Sources and Methodology
- Primary Sources: Wikipedia (group histories), fan sites (e.g., ultras directories), news (e.g., BBC, ESPN), academic works (e.g., Doidge 2020 on ultras diffusion).
- Collection: Triangulated scraping + hand-coding; audit trails in free-text notes.
- Operationalization: Independent, non-club-owned groups with stadium sections; excludes sponsored associations.
- Updates: Living dataset; contributions welcome via pull requests (e.g., new groups, verified years).

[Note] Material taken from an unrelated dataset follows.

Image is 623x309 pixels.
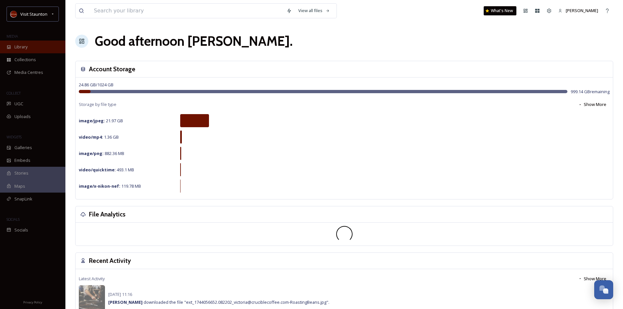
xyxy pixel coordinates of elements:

See Section 3 of the paper for details.
Limitations
- Coverage: Uneven (Europe/Latin America dominant; gaps in Asia/Africa); absence of evidence ≠ evidence of absence.
- Missingness: Conservative (e.g., ideology for only 55 groups); noisy labels from sources.
- Scope: Focuses on men's football; women's/diasporic extensions planned.
- Causality: Descriptive + quasi-experimental (close matches); observational correlations limited.
We encourage extensions and corrections—contact us!
License
- Dataset: CC-BY-4.0 (attribution required; see LICENSE).
- Paper: Preprint; full rights reserved pending publication.
Contact
- Bryan J. Simmons: [email protected] (ORCID: 0009-0002-1231-5520)
- Connor T. Jerzak: [email protected] (ORCID: 0000-0003-1914-8905; Paper website)
Questions? Open an issue on the Hugging Face repo. Contributions to expand coverage (e.g., Brazil, women's ultras) are especially welcome!